Isaac Lazarus Israëls was a Dutch painter associated with the Amsterdam Impressionism movement.
The son of Jozef Israëls, one of the most respected painters of the Hague School, and Aleida Schaap, Isaac Israëls displayed precocious artistic talent from an early age.
Between 1880 and 1882 he studied at the Royal Academy of Art, The Hague, where he met George Hendrik Breitner who was to become a lifelong friend. In 1881, when he was 16, he sold a painting, Bugle Practice, even before it was finished to the artist and collector Hendrik Willem Mesdag. Two portraits he made in the same year of his grandmother and a family friend, Nannette Enthoven (below), attest the technical ability he had attained by that age. Starting 1878, Israëls made annual visits to the Salon des Artistes Français with his father and in 1882 made his debut there with Military Burial. In the 1885 Salon he received an honourable mention for his Transport of Colonial Soldiers. At this time he was reading Émile Zola, as was Breitner, and following his triumph at the Salon he spent a year travelling in the Belgian mining districts and elsewhere.

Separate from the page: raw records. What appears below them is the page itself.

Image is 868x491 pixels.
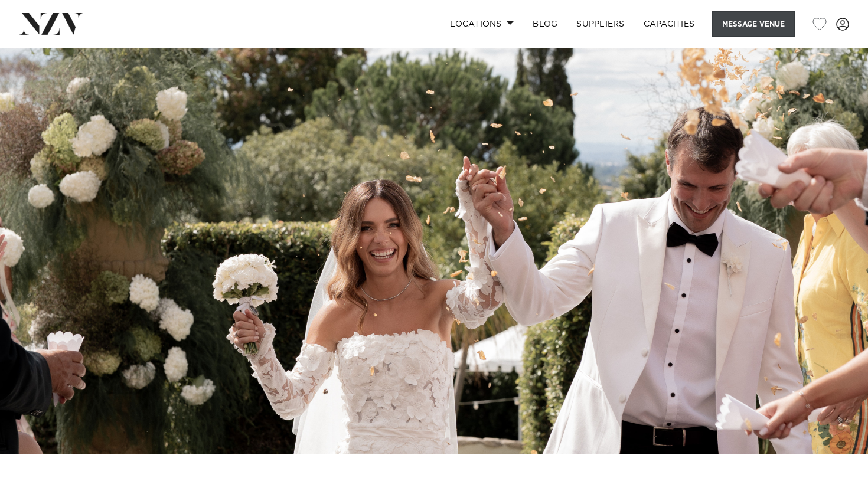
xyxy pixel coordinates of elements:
button: Message Venue [712,11,795,37]
img: nzv-logo.png [18,13,83,34]
a: Capacities [634,11,704,37]
a: Locations [440,11,523,37]
a: BLOG [523,11,567,37]
a: SUPPLIERS [567,11,633,37]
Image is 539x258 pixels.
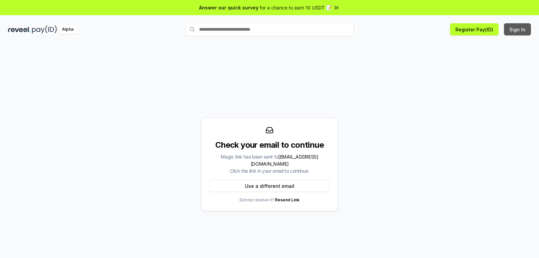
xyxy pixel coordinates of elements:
[240,197,300,203] p: Did not receive it?
[209,153,330,174] div: Magic link has been sent to Click the link in your email to continue.
[209,140,330,150] div: Check your email to continue
[209,180,330,192] button: Use a different email
[251,154,319,167] span: [EMAIL_ADDRESS][DOMAIN_NAME]
[199,4,259,11] span: Answer our quick survey
[504,23,531,35] button: Sign In
[32,25,57,34] img: pay_id
[8,25,31,34] img: reveel_dark
[275,197,300,202] a: Resend Link
[260,4,332,11] span: for a chance to earn 10 USDT 📝
[450,23,499,35] button: Register Pay(ID)
[58,25,77,34] div: Alpha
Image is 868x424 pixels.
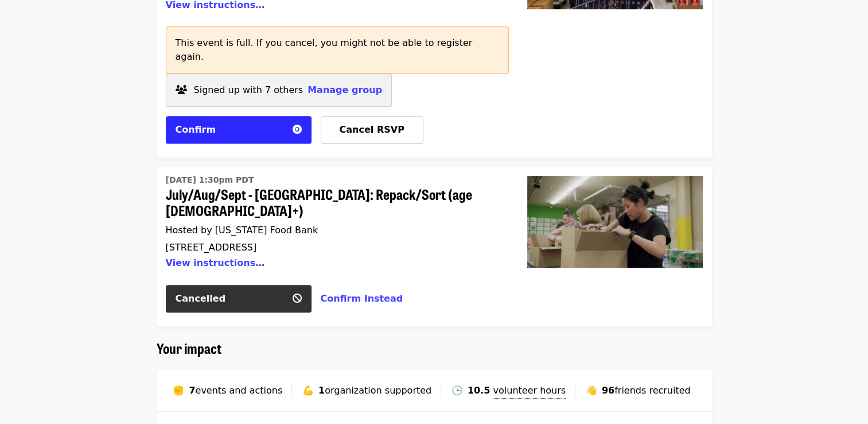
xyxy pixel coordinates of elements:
button: Cancelled [166,285,312,313]
strong: 10.5 [468,384,490,396]
span: Manage group [308,85,382,95]
div: [STREET_ADDRESS] [166,242,499,253]
i: ban icon [292,293,302,304]
span: friends recruited [615,384,690,396]
span: flexed biceps emoji [302,384,314,396]
time: [DATE] 1:30pm PDT [166,174,254,186]
strong: 7 [189,384,195,396]
button: Confirm [166,116,312,144]
strong: 96 [602,384,615,396]
span: Hosted by [US_STATE] Food Bank [166,225,318,235]
span: Confirm [176,124,216,135]
button: Manage group [308,83,382,97]
button: Confirm Instead [320,292,404,305]
strong: 1 [318,384,324,396]
span: Includes shifts from all organizations you've supported through Mobilize. Calculated based on shi... [490,384,566,399]
span: Cancelled [176,293,226,304]
span: Your impact [157,337,221,358]
button: View instructions… [166,257,265,268]
span: clock face three o'clock emoji [452,384,463,396]
p: This event is full. If you cancel, you might not be able to register again. [176,36,499,64]
a: July/Aug/Sept - Portland: Repack/Sort (age 8+) [166,171,499,276]
i: users icon [176,85,187,95]
a: July/Aug/Sept - Portland: Repack/Sort (age 8+) [518,166,712,326]
button: Cancel RSVP [320,116,424,144]
span: events and actions [196,384,283,396]
span: Cancel RSVP [340,124,404,135]
span: July/Aug/Sept - [GEOGRAPHIC_DATA]: Repack/Sort (age [DEMOGRAPHIC_DATA]+) [166,186,499,219]
img: July/Aug/Sept - Portland: Repack/Sort (age 8+) [528,176,702,268]
span: raised fist emoji [173,384,184,396]
span: waving hand emoji [586,384,597,396]
span: Signed up with 7 others [194,85,304,95]
span: volunteer hours [493,384,566,396]
span: organization supported [324,384,432,396]
i: circle-o icon [292,124,302,135]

Israëls moved to Paris in 1904, establishing his studio at 10 rue Alfred Stevens, 48.881784°N 2.338651°E, near Montmartre and just yards away from the studio of Henri de Toulouse-Lautrec whom he admired, as he also did Edgar Degas. As in Amsterdam, he painted the Parisian specific motifs: the public parks, cafes, cabarets and bistros, as well as such subjects as fairgrounds and circus acrobats.
At the age of 63, he won a Gold Medal at the 1928 Olympic Games for his painting Red Rider, an art competition then being part of the games.